Jack Cashill’s WorldNetDaily columns have become more intermittent since he ceased being a regular columnist and WND has to resort to copy-and-pasting it from his Substack. The last entry as of this writing is an Aug. 22 column cheering the federal raid on John Bolton’s house as payback for his failing to be a sufficiently loyal Trump suck-up:
Early Friday morning, FBI agents searched the Maryland home of former national security adviser John Bolton. Said the New York Times, they were “conducting court-authorized activity in the area.” Specifically, the FBI had reopened an investigation launched under the Biden DoJ to determine whether Bolton “illegally shared or possessed classified information.”
Two weeks prior Bolton was cheerfully spouting off on CNN that Trump’s Alaska meeting to hash out a Ukraine deal was “a great victory for Putin.” Promptly after the FBI raid on Mar-a-Lago three years ago, Bolton went on MSNBC to share the the Biden-era bromide that “no one was above the law.” Bolton was that kind of Republican.
“RINO” does not do his class justice. RINO implies ideological fakery, passing oneself off as a conservative to win elections in Republican areas. No, the phrase “Banana Republican” better captures the essence of a plantation denizen like Bolton, whose treachery apparently was not limited to appearances on CNN. Ideology is not the relevant variable here.
Loyalty is. BRs are the kind of intriguers, schemers, back-stabbers you would find in any “developing nation.” They would rather watch the nation devolve into the chaotic ooze of a banana republic than stand up and fight the obvious injustice around them.
Yes, Cashill thinks Bolton is guilty of “treachery” simply because he dares to criticize Trump. He went on to be really angry that the Trump-instigated Capitol riot was criticized:
The high water mark for Banana Republicans came on Jan. 6, 2021. Following the lead of the Democrats and the media – as they often do – the BRs rushed to the mics to denounce the man they had back stabbed. Said U.S. Sen. Mitt Romney, “What happened here today was an insurrection, incited by the president of the United States.”
On that same Jan. 6, before the OC gas had yet to settle at the Capitol, George Bush used the imprimatur of the “George W. Bush Presidential Center” to affirm his and wife Laura’s membership in Club Banana.
“The violent assault on the Capitol – and disruption of a constitutionally-mandated meeting of Congress – was undertaken by people whose passions have been inflamed by falsehoods and false hopes,” said Bush mindlessly.
On that day at least, Jan. 6 would seem to have vindicated the Banana Republican’s passivity in the face of evil.
Of course, normal people would say that Trump was the “face of evil” for inspiring the riot then pardoning its participants, no matter how much violence they committed. Still, Cashill has his conspiracy theories to perpetuate:
As the evidence has shown, Jan. 6 represented the first fully unarmed insurrection in world history. No officers were killed, none seriously injured. Those were all lies. The damage done to the Capitol was negligible. The only people killed that day were protesters.
The truth did not stop Biden from treating J6 protesters to the greatest mass injustice against American citizens since Japanese internment. More than 1,600 were rounded up, nearly half of those incarcerated, including at least one great grandma.
As we documented, the “great grandma” in question, Rebecca Lavrenz, committed a crime — which even Cashill has conceded — and was found guilty by a court of doing so. Cashill refused to admit that some rioters committed violence, and that several law enforement officers died in the wake of the riot, at least some of which could be blamed on the riot itself.
Cashill closed by cheering Trump’s revenge campaign:
“The hottest places in hell are reserved for those who, in times of great moral crisis, maintain their neutrality,” so said either Dante or Yogi Berra or some other wise soul. John Bolton will not be the last of the Banana Republicans to feel the heat.
One could argue that, because of his mindless fealty to Trump, Cashill may feel the heat at some point as well.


● **Exercise instructions**: The string "Surprising" may appear in lines of the listing. Report each line where it does.

◇ ◇ ◇ ◇ ◇ ◇ ◇

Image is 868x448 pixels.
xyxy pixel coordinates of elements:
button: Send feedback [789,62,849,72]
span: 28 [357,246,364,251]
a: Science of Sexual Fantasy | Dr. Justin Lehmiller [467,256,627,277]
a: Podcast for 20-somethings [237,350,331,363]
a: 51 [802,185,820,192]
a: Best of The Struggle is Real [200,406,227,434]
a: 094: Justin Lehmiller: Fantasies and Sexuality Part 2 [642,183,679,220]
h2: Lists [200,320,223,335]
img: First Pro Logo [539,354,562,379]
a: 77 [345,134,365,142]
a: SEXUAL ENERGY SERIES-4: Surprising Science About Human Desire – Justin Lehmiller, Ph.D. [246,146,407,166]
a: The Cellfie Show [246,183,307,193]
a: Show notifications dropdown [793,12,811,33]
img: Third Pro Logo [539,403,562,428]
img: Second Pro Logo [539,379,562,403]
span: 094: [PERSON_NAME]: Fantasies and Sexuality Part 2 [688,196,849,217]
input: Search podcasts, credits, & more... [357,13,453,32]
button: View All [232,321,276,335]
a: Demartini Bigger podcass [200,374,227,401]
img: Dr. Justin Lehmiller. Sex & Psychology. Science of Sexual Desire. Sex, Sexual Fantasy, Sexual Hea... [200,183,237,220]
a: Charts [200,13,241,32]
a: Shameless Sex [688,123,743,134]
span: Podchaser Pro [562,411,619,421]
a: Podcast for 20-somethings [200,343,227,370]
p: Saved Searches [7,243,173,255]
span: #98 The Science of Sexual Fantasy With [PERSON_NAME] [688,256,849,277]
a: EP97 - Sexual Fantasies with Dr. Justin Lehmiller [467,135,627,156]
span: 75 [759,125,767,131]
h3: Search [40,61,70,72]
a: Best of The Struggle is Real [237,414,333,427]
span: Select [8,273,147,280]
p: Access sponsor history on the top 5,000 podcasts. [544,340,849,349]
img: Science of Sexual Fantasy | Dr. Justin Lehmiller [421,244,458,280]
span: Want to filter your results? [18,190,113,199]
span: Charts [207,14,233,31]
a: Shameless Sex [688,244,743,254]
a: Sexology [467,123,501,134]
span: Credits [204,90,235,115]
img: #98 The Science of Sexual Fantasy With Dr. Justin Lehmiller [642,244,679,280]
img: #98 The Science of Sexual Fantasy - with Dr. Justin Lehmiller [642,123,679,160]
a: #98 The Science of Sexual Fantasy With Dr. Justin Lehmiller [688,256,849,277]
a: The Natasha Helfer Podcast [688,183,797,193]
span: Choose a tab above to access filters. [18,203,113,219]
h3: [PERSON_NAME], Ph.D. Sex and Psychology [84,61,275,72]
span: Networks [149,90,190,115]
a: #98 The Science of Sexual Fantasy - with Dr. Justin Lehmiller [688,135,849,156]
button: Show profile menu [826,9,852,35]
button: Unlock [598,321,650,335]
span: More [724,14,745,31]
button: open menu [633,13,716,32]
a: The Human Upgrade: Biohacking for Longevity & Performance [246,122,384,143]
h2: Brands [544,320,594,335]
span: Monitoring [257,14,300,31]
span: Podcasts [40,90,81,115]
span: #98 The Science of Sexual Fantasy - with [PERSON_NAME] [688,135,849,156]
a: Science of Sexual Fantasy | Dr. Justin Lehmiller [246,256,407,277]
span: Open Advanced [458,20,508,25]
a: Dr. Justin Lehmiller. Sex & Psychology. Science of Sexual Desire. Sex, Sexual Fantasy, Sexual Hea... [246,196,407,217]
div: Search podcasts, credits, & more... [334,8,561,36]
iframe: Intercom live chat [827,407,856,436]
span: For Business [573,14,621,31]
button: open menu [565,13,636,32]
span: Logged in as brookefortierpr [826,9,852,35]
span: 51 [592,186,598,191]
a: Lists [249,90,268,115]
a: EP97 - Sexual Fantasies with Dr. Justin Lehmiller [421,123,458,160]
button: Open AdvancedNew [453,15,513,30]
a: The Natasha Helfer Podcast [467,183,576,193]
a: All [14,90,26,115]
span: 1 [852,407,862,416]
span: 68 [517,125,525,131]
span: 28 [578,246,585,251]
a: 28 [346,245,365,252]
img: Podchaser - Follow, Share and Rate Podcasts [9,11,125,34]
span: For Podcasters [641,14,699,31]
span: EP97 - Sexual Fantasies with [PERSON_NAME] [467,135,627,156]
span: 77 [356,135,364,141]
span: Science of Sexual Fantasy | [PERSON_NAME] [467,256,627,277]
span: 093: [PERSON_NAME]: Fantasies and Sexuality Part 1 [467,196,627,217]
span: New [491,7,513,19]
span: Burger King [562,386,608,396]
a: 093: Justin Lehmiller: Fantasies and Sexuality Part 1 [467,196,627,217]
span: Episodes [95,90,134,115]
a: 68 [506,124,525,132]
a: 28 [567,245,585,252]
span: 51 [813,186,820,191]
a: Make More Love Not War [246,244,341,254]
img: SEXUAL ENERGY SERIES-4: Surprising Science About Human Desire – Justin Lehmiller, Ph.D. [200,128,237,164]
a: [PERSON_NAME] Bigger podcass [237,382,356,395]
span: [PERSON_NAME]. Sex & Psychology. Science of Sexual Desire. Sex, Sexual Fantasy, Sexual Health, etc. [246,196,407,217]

◇ ◇ ◇ ◇ ◇ ◇ ◇

● **Solution for this task**:
a: SEXUAL ENERGY SERIES-4: Surprising Science About Human Desire – Justin Lehmiller, Ph.D. [246,146,407,166]
img: SEXUAL ENERGY SERIES-4: Surprising Science About Human Desire – Justin Lehmiller, Ph.D. [200,128,237,164]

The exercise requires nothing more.